Schapiro’s relationship with Bowie continued into the 1980s and a number of his pictures have appeared on Bowie albums. In 1987 Schapiro and his family were literally 15 minutes away from leaving the house for a holiday in Europe, when Schapiro got a call from Bowie asking him to come on tour. “I was honoured that he asked me, but I had to say no. We hadn’t had a vacation for a long time”.  

While Schapiro didn’t work with Bowie again, the artist continued to use his images and in 2015 Bowie chose Schapiro’s photographs for the cover of a box set.

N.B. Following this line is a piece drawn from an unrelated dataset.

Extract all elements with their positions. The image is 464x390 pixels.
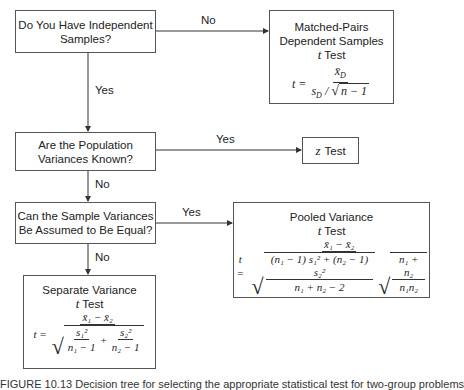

The outfit Bowie painted in Schapiro’s studio also featured in the last video the musician made just before his death. “The fact that in his final video Lazarus, Bowie came back to the outfit he had created in my studio, the outfit he’d painted and only worn on that day, was a strong emotional moment for me,” he says.

(C) Steve Schapiro
(C) Steve Schapiro

Today the octogenarian is still working and has embraced digital technology. “There are so many advantages with digital,” says Schapiro. “If I were shooting film I would have to stop every 35 frames and hope I didn’t miss anything while I was reloading the camera. Also to process the film would be too expensive. It occurs to me the biggest advantage of digital is looking in the back of the camera to check the pictures and thinking about how I can turn this into a better picture. I also think that cameras are becoming obsolete and that more and more people will be using Smartphones to do their pictures. I am sure that will become even more widespread as technology gets better and you can make bigger and bigger prints of better and better quality”.

While he acknowledges the functionality of digital, he believes the greatest issue facing photography today is the transient nature of images. “A few months ago I saw a picture of Obama and I thought wow that’s an amazing, fantastic picture and then it was gone. I probably will never see that picture again. Pictures that were taken of Bobby Kennedy’s campaign, by me and others, those pictures have stayed with us because they’ve been reproduced and people get time to look at them over period of time… But everything always changes. I remember photographing Jackie Kennedy in 1963 and all the photographers were using one-shot flash bulbs! The change in technology has been enormous and it will continue. Technology changes constantly and grows in absurd leaps and bounds”. And as he’s done all his life, Schapiro will continue to go with the flow.